Collectively, these studies reveal a shift in the spatial localization of content-sensitive responses during perception and memory retrieval in the visual system. Specifically, information about a stimulus is preferentially expressed in different regions of visual cortex depending on whether that stimulus is currently available to sensory receptors or recalled from long-term memory. Importantly, the fact that some regions of the visual system contain more information about remembered stimuli than they do about perceived stimuli is fundamentally inconsistent with the idea of reactivation. Moreover, these differences in spatial localization are highly systematic (as opposed to random noise or signal degradation) and generalize across different classes of stimuli and visual regions. As such, these findings strongly suggest that content representations during perception are re-expressed in a spatially transformed manner during memory retrieval.
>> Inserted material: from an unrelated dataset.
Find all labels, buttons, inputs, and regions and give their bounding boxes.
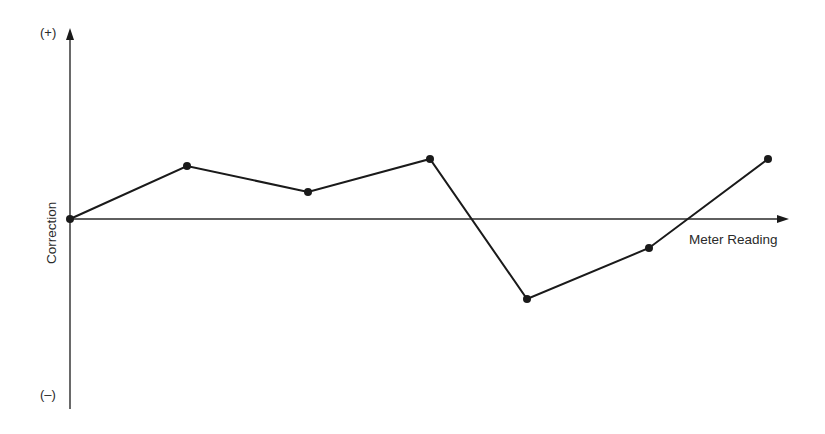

Spatial transformations from sensory cortex to frontoparietal cortex
Though memory reactivation has been most consistently observed in sensory areas, recent applications of pattern-based analysis methods have revealed robust, content-sensitive reactivation in frontoparietal regions [5,7,32,33]. This evidence of frontoparietal reactivation is surprising given the traditional view that frontoparietal regions are involved in controlling or evaluating memories (i.e., memory processes) without actively representing retrieved content [34]. More surprisingly, however, several studies have directly contrasted the strength of content representations during perception and memory retrieval and have found that, among some frontoparietal regions, content representations are not only present during memory retrieval, but are stronger during retrieval than during perception [15–17].
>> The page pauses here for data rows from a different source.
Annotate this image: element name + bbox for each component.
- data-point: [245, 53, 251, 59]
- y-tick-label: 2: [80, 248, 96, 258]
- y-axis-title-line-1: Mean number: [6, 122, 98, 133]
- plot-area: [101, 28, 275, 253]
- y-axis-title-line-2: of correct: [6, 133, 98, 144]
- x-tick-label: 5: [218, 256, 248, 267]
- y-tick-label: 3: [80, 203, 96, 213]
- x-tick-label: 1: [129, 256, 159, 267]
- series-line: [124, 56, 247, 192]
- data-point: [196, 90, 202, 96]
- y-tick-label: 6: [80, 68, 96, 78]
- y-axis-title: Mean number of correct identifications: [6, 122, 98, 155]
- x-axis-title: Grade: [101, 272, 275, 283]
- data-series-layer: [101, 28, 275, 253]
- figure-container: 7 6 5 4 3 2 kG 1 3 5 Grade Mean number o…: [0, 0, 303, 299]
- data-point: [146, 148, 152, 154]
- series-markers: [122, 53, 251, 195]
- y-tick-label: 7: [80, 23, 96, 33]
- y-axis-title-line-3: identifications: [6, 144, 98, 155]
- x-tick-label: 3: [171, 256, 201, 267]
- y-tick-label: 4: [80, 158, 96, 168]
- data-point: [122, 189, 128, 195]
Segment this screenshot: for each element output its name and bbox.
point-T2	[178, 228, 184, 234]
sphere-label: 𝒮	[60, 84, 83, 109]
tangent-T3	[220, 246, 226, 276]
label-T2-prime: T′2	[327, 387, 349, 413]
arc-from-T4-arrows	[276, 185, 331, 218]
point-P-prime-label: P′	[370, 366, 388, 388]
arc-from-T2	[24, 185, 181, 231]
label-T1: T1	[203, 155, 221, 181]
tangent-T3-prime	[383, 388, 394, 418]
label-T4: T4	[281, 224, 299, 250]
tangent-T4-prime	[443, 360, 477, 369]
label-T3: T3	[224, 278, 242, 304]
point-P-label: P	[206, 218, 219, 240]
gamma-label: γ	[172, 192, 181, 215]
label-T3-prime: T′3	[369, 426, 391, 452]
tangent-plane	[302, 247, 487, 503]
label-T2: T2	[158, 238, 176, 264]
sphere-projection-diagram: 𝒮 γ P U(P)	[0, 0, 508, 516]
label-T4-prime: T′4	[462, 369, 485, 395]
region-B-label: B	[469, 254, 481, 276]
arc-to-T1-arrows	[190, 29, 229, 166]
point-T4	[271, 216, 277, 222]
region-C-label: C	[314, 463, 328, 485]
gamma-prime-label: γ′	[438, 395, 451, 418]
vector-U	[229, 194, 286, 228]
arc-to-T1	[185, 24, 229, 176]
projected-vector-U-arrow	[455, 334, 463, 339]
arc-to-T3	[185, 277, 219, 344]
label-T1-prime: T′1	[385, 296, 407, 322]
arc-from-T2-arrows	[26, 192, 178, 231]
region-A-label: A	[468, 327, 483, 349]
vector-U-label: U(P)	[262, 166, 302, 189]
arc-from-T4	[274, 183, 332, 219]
In one study, lateral parietal activity patterns contained more information about the features of visual objects (i.e. the patterns were more correlated within feature than across feature) during memory retrieval than during perception [17]. This contrasted sharply with visual cortical areas, where feature representations were stronger during perception than during memory. Similarly, another study found that representations of individual stimuli were stronger in lateral frontal and lateral parietal regions during memory retrieval than during perception, whereas ventral temporal cortex exhibited the opposite pattern [16]. Strikingly, the fine-grained representational structure among stimuli (i.e., the relative distance between stimuli in representational space) was preserved from perception to memory retrieval despite the change in spatial localization from ventral temporal cortex to frontoparietal cortex. This evidence of preserved information despite changes in spatial localization is strongly consistent with the idea that memory retrieval involves a spatial transformation of content information expressed during perception.
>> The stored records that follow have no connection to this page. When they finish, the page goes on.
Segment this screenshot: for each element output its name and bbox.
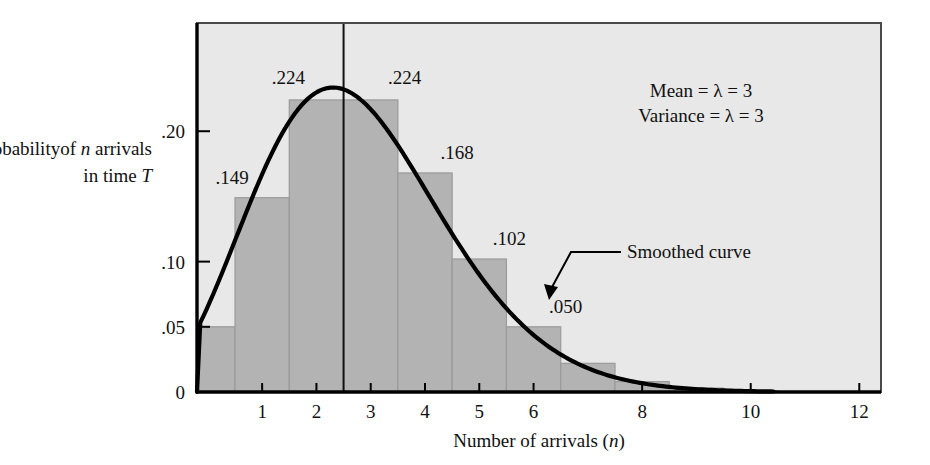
bar-value-label: .168 (440, 142, 473, 163)
svg-text:in time T: in time T (83, 165, 153, 186)
ylabel-line1-part1: Probability (0, 138, 61, 159)
x-tick-label: 8 (637, 401, 647, 422)
ylabel-line1-part3: arrivals (90, 138, 152, 159)
y-axis-tick-labels: 0.05.10.20 (161, 121, 185, 403)
x-tick-label: 1 (257, 401, 267, 422)
histogram-bar (398, 173, 452, 392)
ylabel-line1-n: n (81, 138, 91, 159)
variance-annotation: Variance = λ = 3 (638, 105, 764, 126)
x-tick-label: 4 (420, 401, 430, 422)
bar-value-label: .224 (388, 67, 422, 88)
x-axis-title: Number of arrivals (n) (453, 430, 624, 452)
bar-value-label: .224 (272, 67, 306, 88)
ylabel-line2-T: T (141, 165, 153, 186)
x-axis-tick-labels: 12345681012 (257, 401, 868, 422)
bar-value-label: .050 (549, 296, 582, 317)
x-tick-label: 12 (850, 401, 869, 422)
bar-value-label: .102 (493, 228, 526, 249)
xlabel-part2: ) (618, 430, 624, 452)
histogram-bar (289, 100, 343, 392)
smoothed-curve-annotation: Smoothed curve (627, 241, 751, 262)
poisson-distribution-figure: 12345681012 0.05.10.20 .149.224.224.168.… (0, 0, 930, 465)
svg-text:Probabilityof n arrivals: Probabilityof n arrivals (0, 138, 152, 159)
histogram-bar (235, 198, 289, 392)
y-tick-label: 0 (176, 382, 186, 403)
y-tick-label: .05 (161, 317, 185, 338)
y-tick-label: .10 (161, 252, 185, 273)
x-tick-label: 5 (475, 401, 485, 422)
y-tick-label: .20 (161, 121, 185, 142)
x-tick-label: 10 (741, 401, 760, 422)
ylabel-line1-part2: of (60, 138, 81, 159)
x-tick-label: 3 (366, 401, 376, 422)
x-tick-label: 2 (312, 401, 322, 422)
histogram-bar (344, 100, 398, 392)
bar-value-label: .149 (216, 167, 249, 188)
histogram-bar (197, 327, 235, 392)
xlabel-part1: Number of arrivals ( (453, 430, 609, 452)
histogram-bar (452, 259, 506, 392)
ylabel-line2-part1: in time (83, 165, 141, 186)
x-tick-label: 6 (529, 401, 539, 422)
mean-annotation: Mean = λ = 3 (650, 80, 752, 101)
chart-svg: 12345681012 0.05.10.20 .149.224.224.168.… (0, 0, 930, 465)
xlabel-n: n (609, 430, 619, 451)
y-axis-title: Probabilityof n arrivals in time T (0, 138, 153, 186)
In both of the studies discussed above, content representations were stronger in frontoparietal regions during memory retrieval than during perception—a finding that is fundamentally inconsistent with the idea of reactivation. Specifically, ‘perfect’ reactivation should correspond to memory representations that are as strong as, but not stronger than, perceptual representations. Instead—and consistent with posterior/anterior dissociations in visual cortical areas described in the prior section—these findings indicate that some brain regions preferentially represent stimuli or events that are retrieved from memory, and that other brain regions preferentially represent stimuli or events that are perceptually available. That said, it is important to note that even in studies that have observed a shift of content representations from visual cortical areas during perception to frontoparietal regions during retrieval, there is still some degree of reactivation both in ventral temporal cortex and in frontoparietal cortex [15–17]. Thus, the presence of transformation does not require the absence of reactivation. Rather, reactivation and transformation likely co-occur. By definition, however, these phenomena explain unique variance in retrieval-related representations. Understanding the factors that determine the relative degree of reactivation vs. transformation is a critical open question (see Outstanding Questions).
Outstanding Questions.
To what extent do changes in information content account for spatial transformation from perception to retrieval? Are certain stimulus features that are present during perception systematically lost or distorted in memory? Do memory representations gain information that is absent or weakly present during perception through integration with other memories or existing knowledge structures (schemas)?
What determines the relative degree of neural reactivation vs. transformation across brain regions observed during memory retrieval? For example, is greater transformation observed when memory tasks promote conceptual processing at retrieval? Conversely, is relatively greater reactivation in sensory areas observed when memory tasks promote perceptual processing? Does the relative degree of reactivation vs. transformation depend on whether memory tasks involve recall vs. recognition judgments? Do reactivation and transformation trade-off or are they independent?
Does the degree of transformation across brain regions depend on the temporal lag between perception and memory retrieval? Transformation potentially occurs in working memory paradigms with delays on the order of seconds, yet there is also considerable work documenting consolidation-related transformations at timescales of hours to years. What are the similarities and differences between transformations that occur across these vastly different timescales?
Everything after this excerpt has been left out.